AIM OF THE TASK
This exercise calls for copying every line below that holds the word "will".

Dataset items:
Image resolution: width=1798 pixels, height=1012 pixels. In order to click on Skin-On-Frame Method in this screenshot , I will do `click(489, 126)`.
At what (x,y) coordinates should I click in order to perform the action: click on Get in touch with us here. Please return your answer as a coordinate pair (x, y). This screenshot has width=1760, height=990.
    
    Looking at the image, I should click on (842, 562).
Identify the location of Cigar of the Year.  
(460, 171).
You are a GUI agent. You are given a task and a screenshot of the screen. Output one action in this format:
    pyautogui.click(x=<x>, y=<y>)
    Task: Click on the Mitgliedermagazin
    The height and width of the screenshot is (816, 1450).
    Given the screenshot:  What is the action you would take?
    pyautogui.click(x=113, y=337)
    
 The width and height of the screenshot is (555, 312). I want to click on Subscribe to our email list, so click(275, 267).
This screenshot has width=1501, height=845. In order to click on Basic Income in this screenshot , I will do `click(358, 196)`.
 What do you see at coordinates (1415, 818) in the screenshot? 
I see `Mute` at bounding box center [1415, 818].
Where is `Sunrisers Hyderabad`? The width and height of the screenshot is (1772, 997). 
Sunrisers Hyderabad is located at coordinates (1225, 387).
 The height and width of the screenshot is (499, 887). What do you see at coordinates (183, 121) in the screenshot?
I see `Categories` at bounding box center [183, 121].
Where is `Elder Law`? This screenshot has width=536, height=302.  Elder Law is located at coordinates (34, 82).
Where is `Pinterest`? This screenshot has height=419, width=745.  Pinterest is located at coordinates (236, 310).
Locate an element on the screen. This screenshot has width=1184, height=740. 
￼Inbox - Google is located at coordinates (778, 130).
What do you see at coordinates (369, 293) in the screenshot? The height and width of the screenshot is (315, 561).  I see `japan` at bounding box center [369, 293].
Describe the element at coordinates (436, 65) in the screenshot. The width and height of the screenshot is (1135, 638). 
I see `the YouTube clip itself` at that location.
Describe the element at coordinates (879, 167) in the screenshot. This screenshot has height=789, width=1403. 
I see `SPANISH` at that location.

TASK RESULT
Image resolution: width=1798 pixels, height=1012 pixels. In order to click on Skin-On-Frame Method in this screenshot , I will do `click(489, 126)`.
This screenshot has width=1501, height=845. In order to click on Basic Income in this screenshot , I will do `click(358, 196)`.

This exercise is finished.